Open richardleach opened 6 years ago

richardleach commented 6 years ago

Hi, I enjoyed your LPW talk today.

The question of tampering with the cookie in apps using Mojolicious::Session came up today; Sessions.md also mentioned possible tampering in the browser.

This is covered well in Day 16: The Secret Life of Sessions but key takeaways are:

As a side note, Mojolicious::Session uses the HMAC-SHA1 algorithm, which isn't as strong as something like HMAC-SHA256, but should still be fine for use. Use of raw SHA-1 for signatures is definitely not safe any more, but no practical attacks against HMAC-SHA1 have been made public.

Would you like a PR for sessions.md that briefly covers the above?

duffee commented 6 years ago

Hi Richard,

Thanks for your comments. Quick reply. You raise some deeper issues that I need to address.
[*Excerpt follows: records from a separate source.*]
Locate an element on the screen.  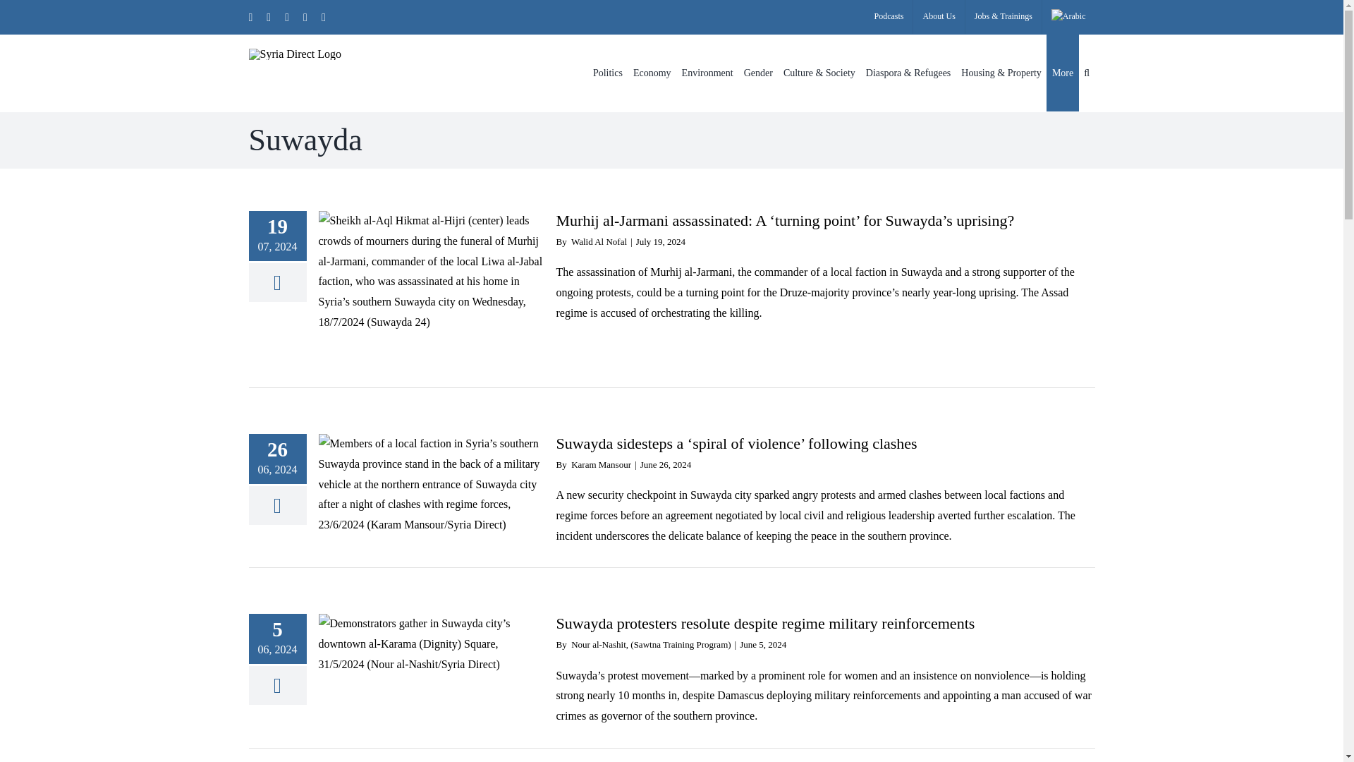
Facebook is located at coordinates (269, 17).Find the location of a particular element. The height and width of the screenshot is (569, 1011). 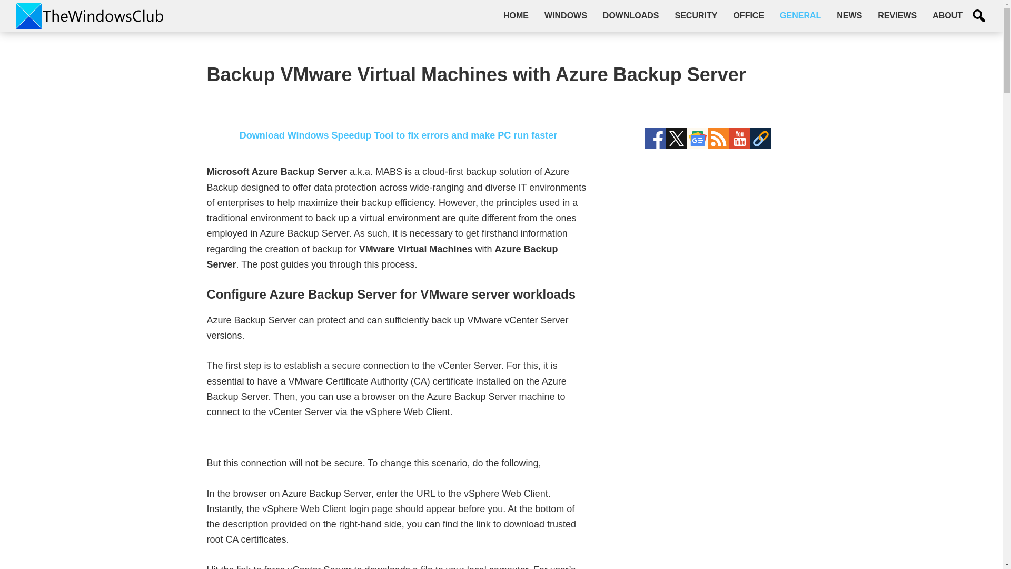

GENERAL is located at coordinates (800, 15). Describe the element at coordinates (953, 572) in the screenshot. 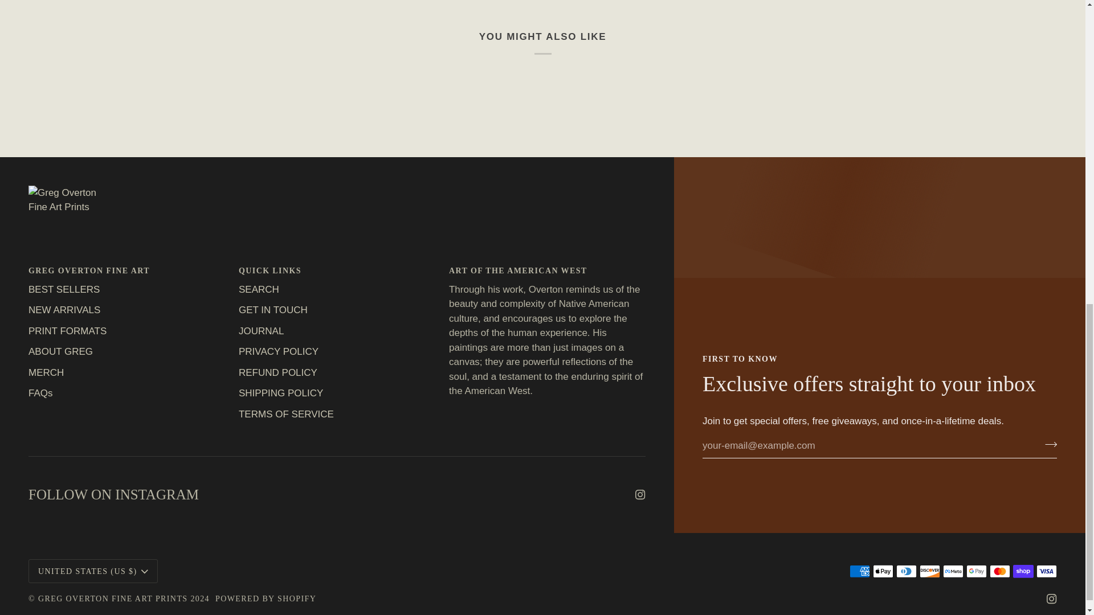

I see `META PAY` at that location.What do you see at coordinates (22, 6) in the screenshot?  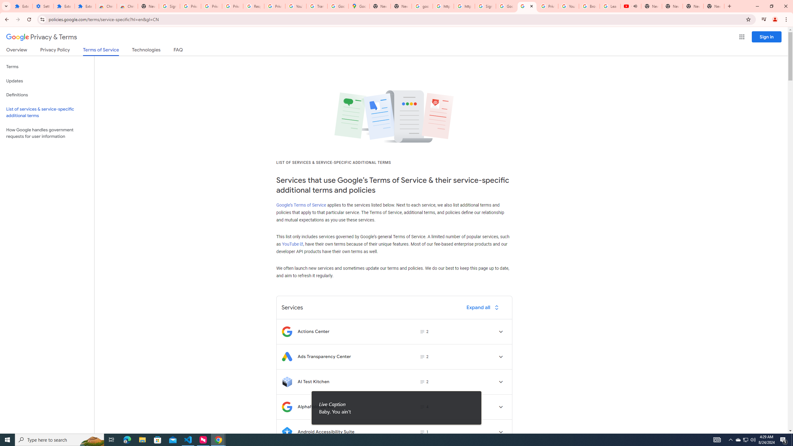 I see `Extensions` at bounding box center [22, 6].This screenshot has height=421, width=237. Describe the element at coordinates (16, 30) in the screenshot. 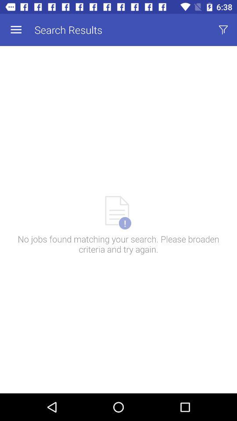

I've written a little on the default secret in Sessions.md, but since version 7 came out this year (and 8 was released in September) the default secret is generated randomly in your app.conf file which covers point 3.

I'll work up my notes this aft and happily take a PR after 5pm GMT (in about 3 hours)

richardleach commented 6 years ago

Aha, thanks for letting me know about the default secret. This only happens if you do something like "mojo generate app <appname>" though. I often create single-file throwaway Mojolicious::Lite apps and for these the default secret is still the app moniker. This might catch some people out, so still worth mentioning.

Also, you'd think it'd be obvious, but it's also worth reminding people not to re-use good secrets that they saw in a presentation. I've seen lots of cases on Github (not Perl projects) where people have done this. So much so that at my old company, we compiled a list of presentation secrets and used them when trying to crack JWT secrets!